“Is that you, Algy?”
“Right—first go,” he got out. “I’m a washout—to get—pipped—bang off—like this!”
She was supporting his head with her arm, and Orace was hovering ineffectually around.
“How did they get you?” she asked. “Is it bad?”
“Think I’ll pull—round—in a sec.,” he muttered with an effort. “I’m not going to die—by a fluke.”
At this news Orace, finding that he had not to play odd man out at a deathbed scene, moved the girl aside and picked Algy up. He carried him round behind the hut and then switched the torch on him. Blood was running down the side of Algy’s face from an ugly furrow which was scored from the outside end of his eyebrow to the top of his ear, and there was a black cordite burn on his temple.

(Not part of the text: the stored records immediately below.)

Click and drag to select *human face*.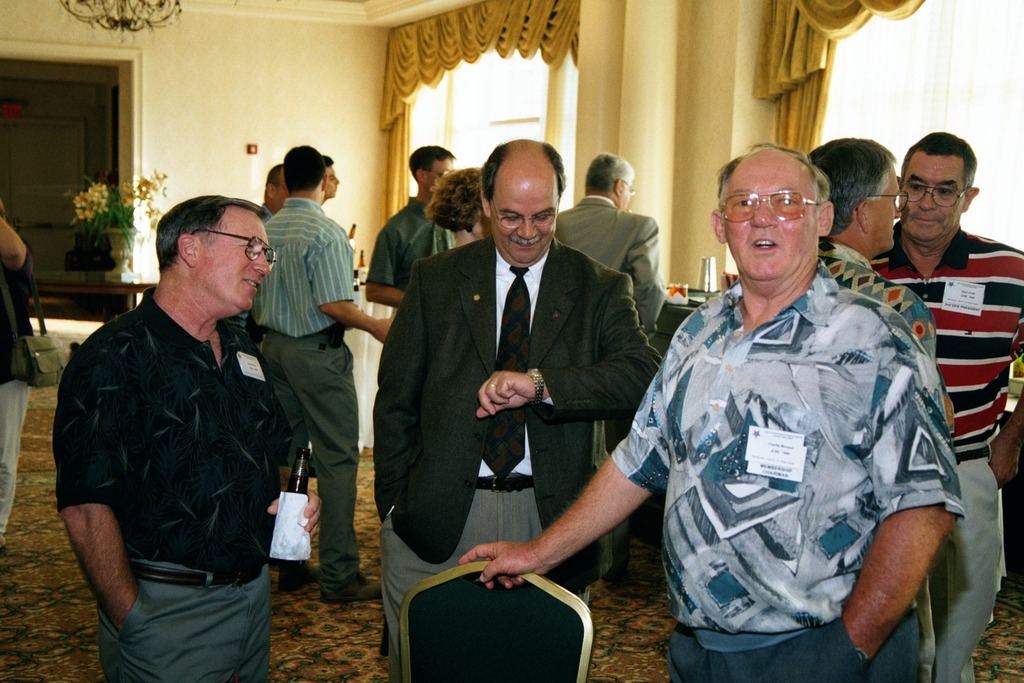
Selection: detection(486, 171, 561, 263).
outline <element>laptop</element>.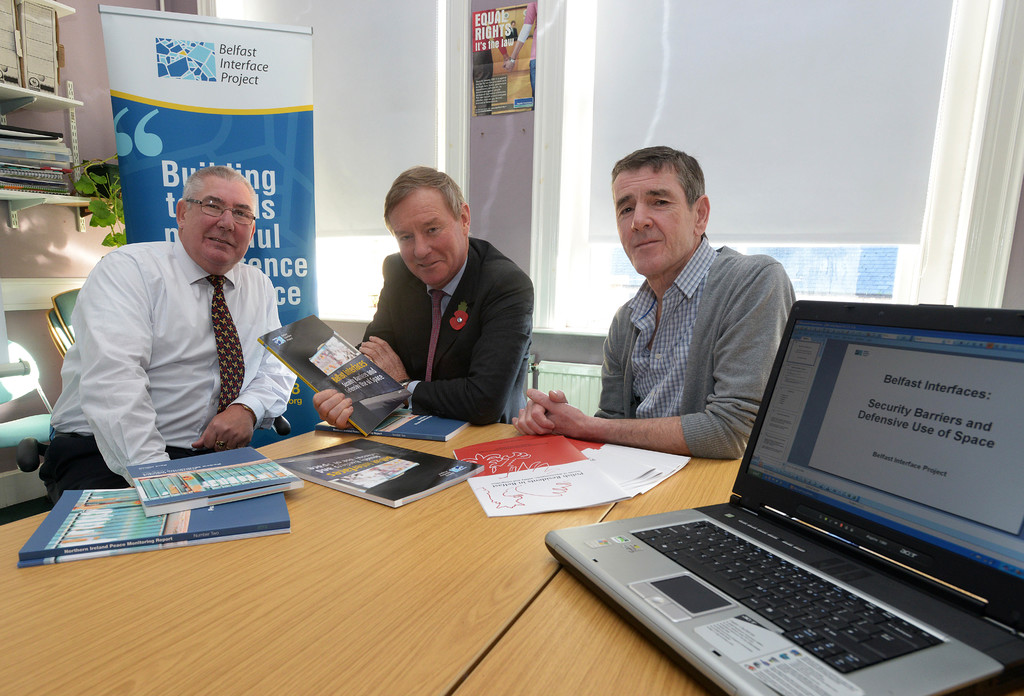
Outline: [left=550, top=303, right=1009, bottom=692].
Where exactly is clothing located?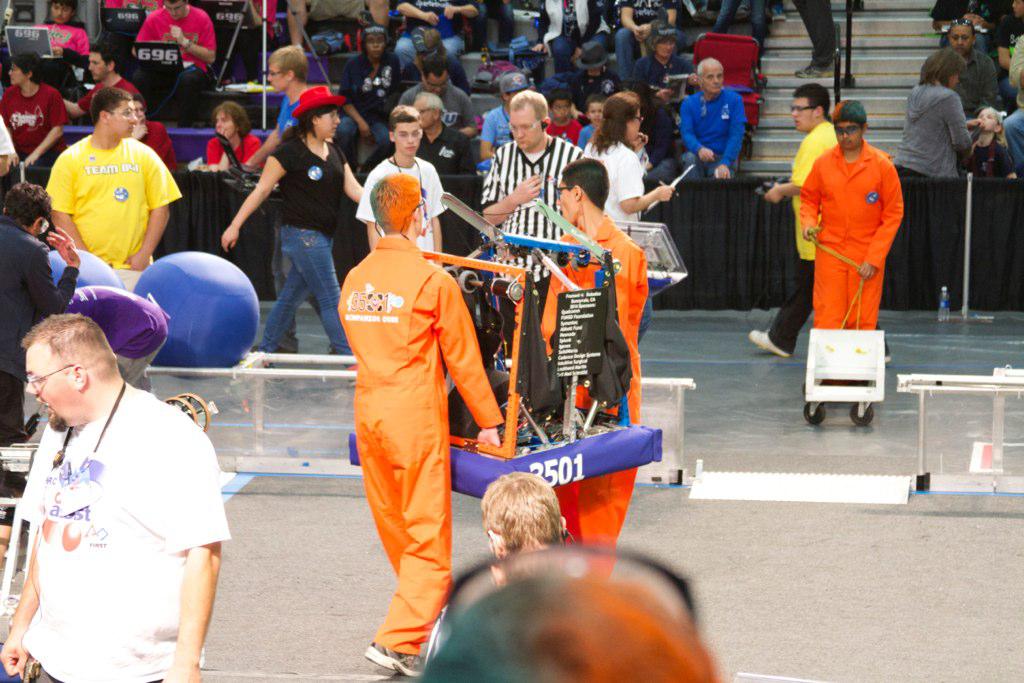
Its bounding box is [x1=123, y1=109, x2=179, y2=174].
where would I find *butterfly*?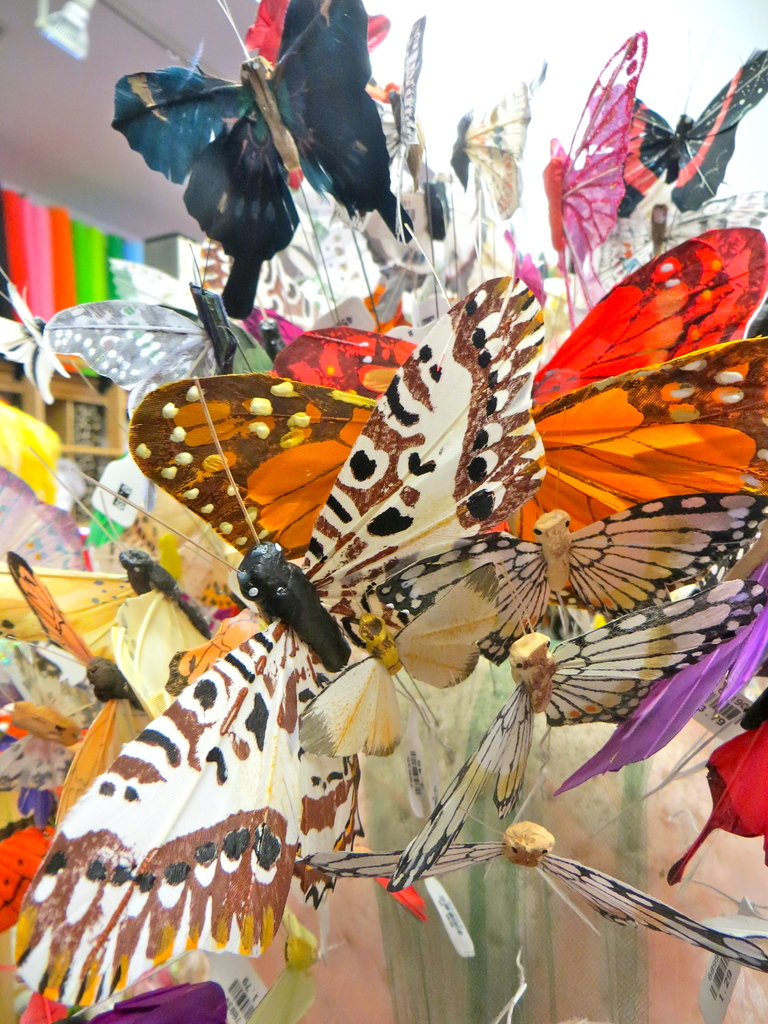
At (0, 279, 67, 412).
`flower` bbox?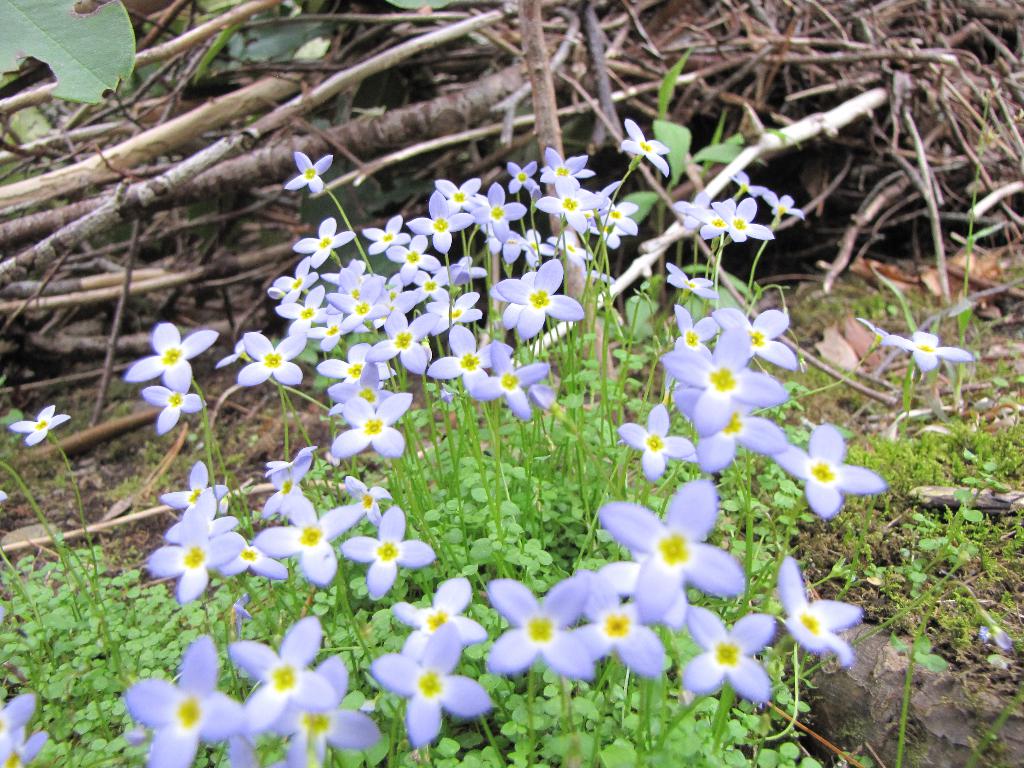
772/556/863/663
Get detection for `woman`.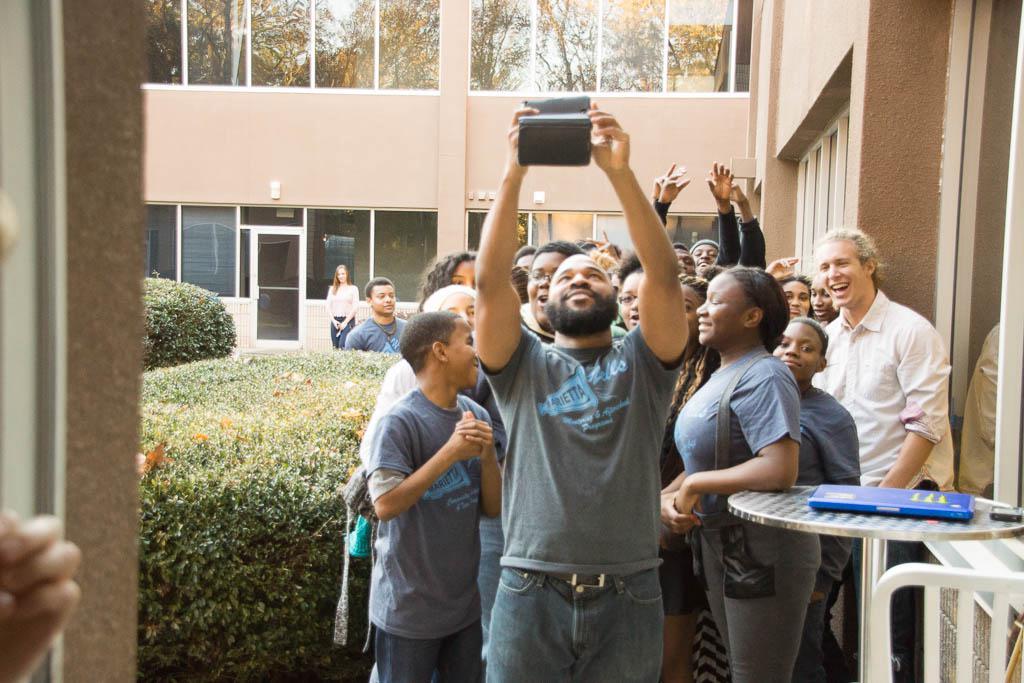
Detection: 419, 248, 484, 312.
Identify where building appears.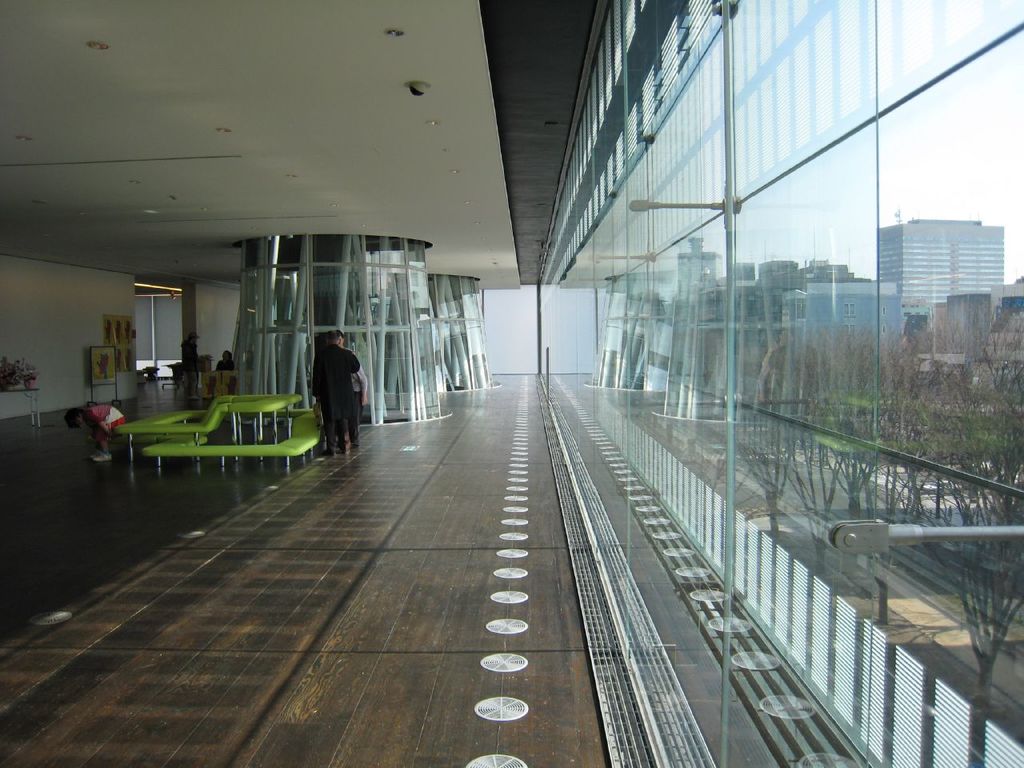
Appears at [x1=0, y1=0, x2=1023, y2=767].
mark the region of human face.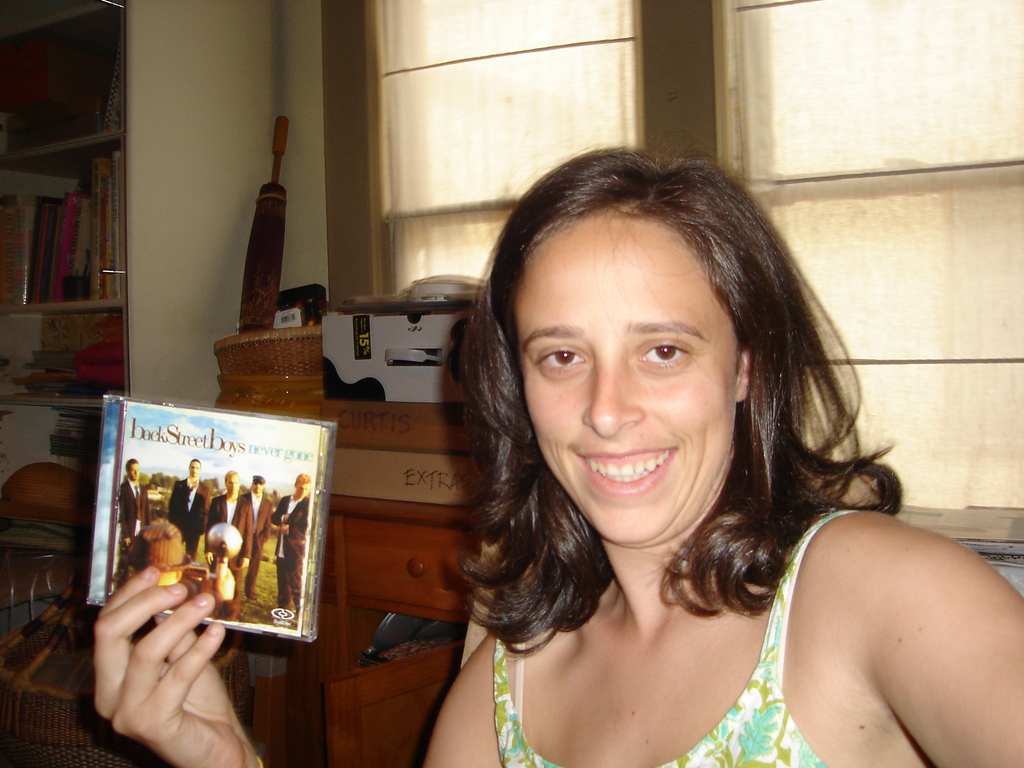
Region: rect(227, 476, 236, 495).
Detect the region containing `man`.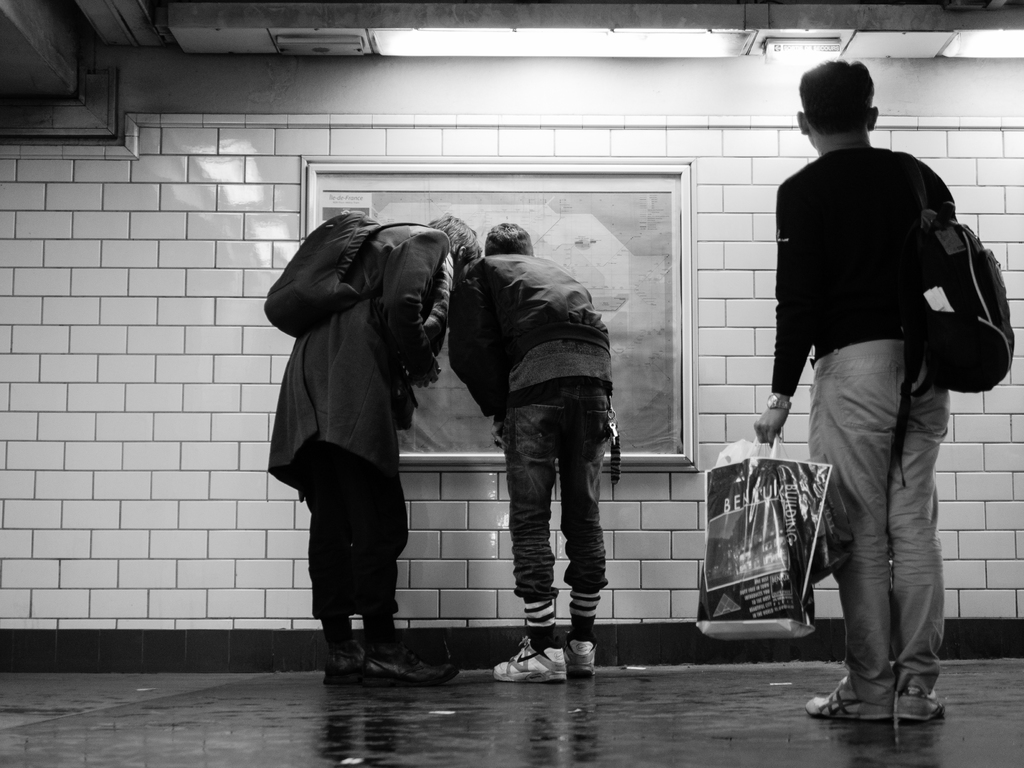
(x1=442, y1=219, x2=622, y2=678).
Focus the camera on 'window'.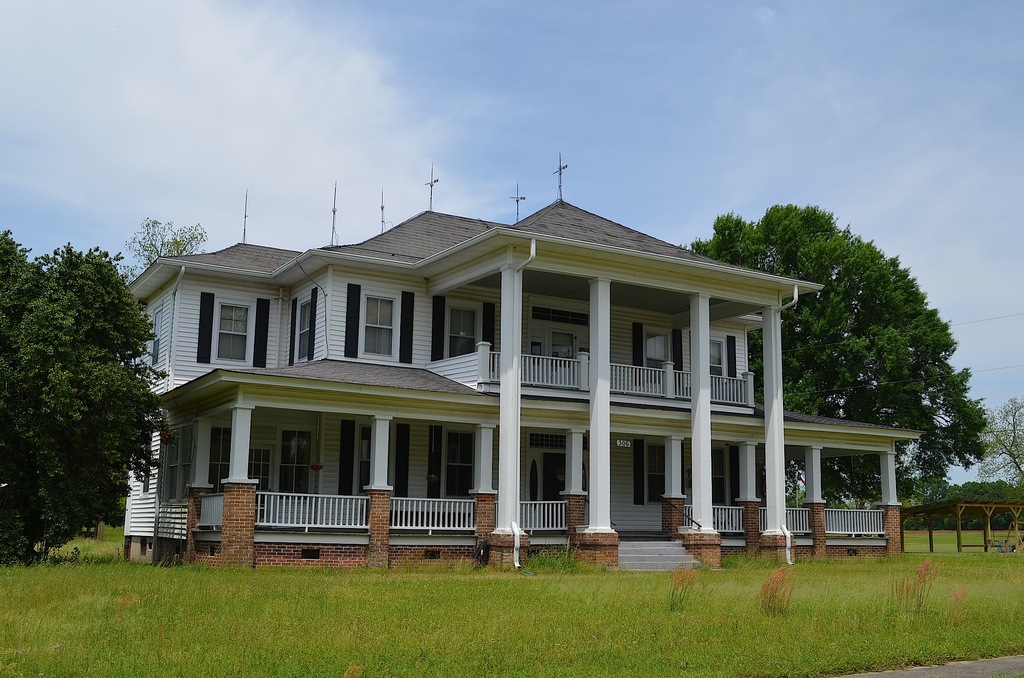
Focus region: 273:432:310:499.
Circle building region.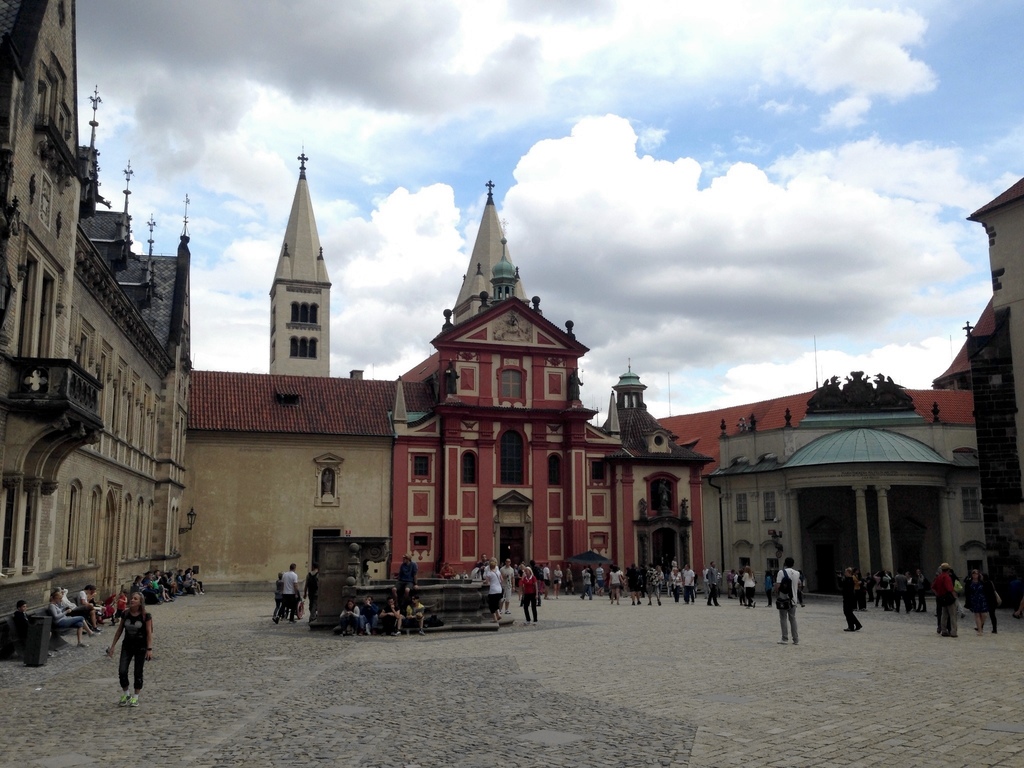
Region: bbox=(0, 0, 190, 627).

“Point-blank,” he said. “It stunned me. But I’ll soon be as fit as a fiddle.”
Orace had found a bucket, and in this he fetched water from the sea. Algy heaved himself and plunged his head in the pail for three or four long douches, coming up for breath in between. The salt water stung his wound painfully, but his head was rapidly clearing.
While they tied a handkerchief round his head he told the story, and it was much as the girl had surmised.
“So, like a little hero,” he concluded ruefully, “I walked up and said ‘Hands up!’ in the approved manner. And then I got this.”